This post remined me of what I had almost forgotten.
In 1981 I purchased my first computers for use with my ranching and trucking business.
I purchased an Epson QX-10 and two Epson QX-16's, plus 11 Epson HX-20's.
The QX Computers were for my office work and the HX-20's were one each for my truck drivers.
1981 was before Algore invented the internet. With the HX-20's each driver received a phone connector that consisted of a fixture that permitted him to place a hand held phone receiver on the fixture plugged into the HX-20. Each day, the driver would dial my office computer phone number from a truckstop phone booth, when the connection was heard, the driver would then place the truck stop phone hand set on the HX-20 connection and the HX-20 would transfer data and recive data from my QX office computer.
This system worked well until I converted over to the Internet. In the 1980's Epson was the only company that provided computers suitable for the trucking industry and our ranches, and we were about the first to use them. This was before MicroSoft, etc. We used the ValDocs, TPA, operating system then. I still have a couple of the Epsons and I still use the Computers, but not the phone conections system.
For our ranch use, the Epson QX-16's still do things with our herd records, etc, that more modern computers cannot do. But they do not have Internet capability. And my drivers no longer use the HX-20's although I do use two of them personally for my own use.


*What the exercise asks*.
Each line in the records below that has the word "xyxy" should be copied.

-=-=-

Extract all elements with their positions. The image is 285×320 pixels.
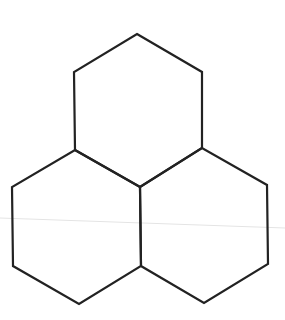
scan-artifact-line xyxy=(0,218,285,228)
hexagon-top xyxy=(74,34,202,187)
hexagon-group xyxy=(12,34,268,304)
hexagon-diagram xyxy=(0,0,285,320)
hexagon-bottom-left xyxy=(12,150,141,304)
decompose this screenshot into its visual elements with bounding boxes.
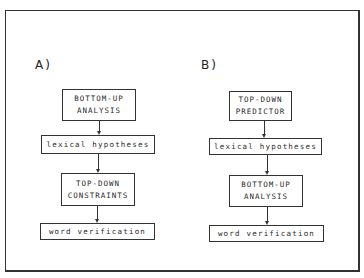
a-arrow-1-line: [99, 121, 100, 131]
box-line: BOTTOM-UP: [241, 179, 291, 191]
a-arrow-3-line: [97, 206, 98, 219]
b-lexical-hypotheses-box: lexical hypotheses: [209, 138, 322, 155]
panel-a-label: A): [35, 58, 52, 72]
a-word-verification-box: word verification: [40, 223, 155, 240]
box-text: lexical hypotheses: [47, 140, 150, 149]
box-text: word verification: [49, 227, 146, 236]
a-lexical-hypotheses-box: lexical hypotheses: [41, 135, 155, 154]
panel-b-label: B): [201, 58, 218, 72]
box-line: CONSTRAINTS: [68, 190, 129, 202]
box-text: word verification: [218, 229, 315, 238]
a-top-down-constraints-box: TOP-DOWN CONSTRAINTS: [61, 173, 135, 206]
b-top-down-predictor-box: TOP-DOWN PREDICTOR: [229, 91, 292, 121]
b-word-verification-box: word verification: [209, 225, 324, 242]
b-arrow-3-line: [267, 207, 268, 221]
box-line: TOP-DOWN: [238, 94, 282, 106]
a-arrow-2-line: [98, 154, 99, 169]
a-bottom-up-analysis-box: BOTTOM-UP ANALYSIS: [62, 89, 136, 121]
box-line: ANALYSIS: [244, 191, 288, 203]
box-line: ANALYSIS: [77, 105, 121, 117]
box-text: lexical hypotheses: [214, 142, 317, 151]
b-bottom-up-analysis-box: BOTTOM-UP ANALYSIS: [229, 175, 303, 207]
box-line: BOTTOM-UP: [74, 93, 124, 105]
b-arrow-1-line: [264, 121, 265, 134]
box-line: PREDICTOR: [236, 106, 286, 118]
b-arrow-2-line: [267, 155, 268, 171]
box-line: TOP-DOWN: [76, 178, 120, 190]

-=-=-

*Reply*.
scan-artifact-line xyxy=(0,218,285,228)
hexagon-top xyxy=(74,34,202,187)
hexagon-group xyxy=(12,34,268,304)
hexagon-diagram xyxy=(0,0,285,320)
hexagon-bottom-left xyxy=(12,150,141,304)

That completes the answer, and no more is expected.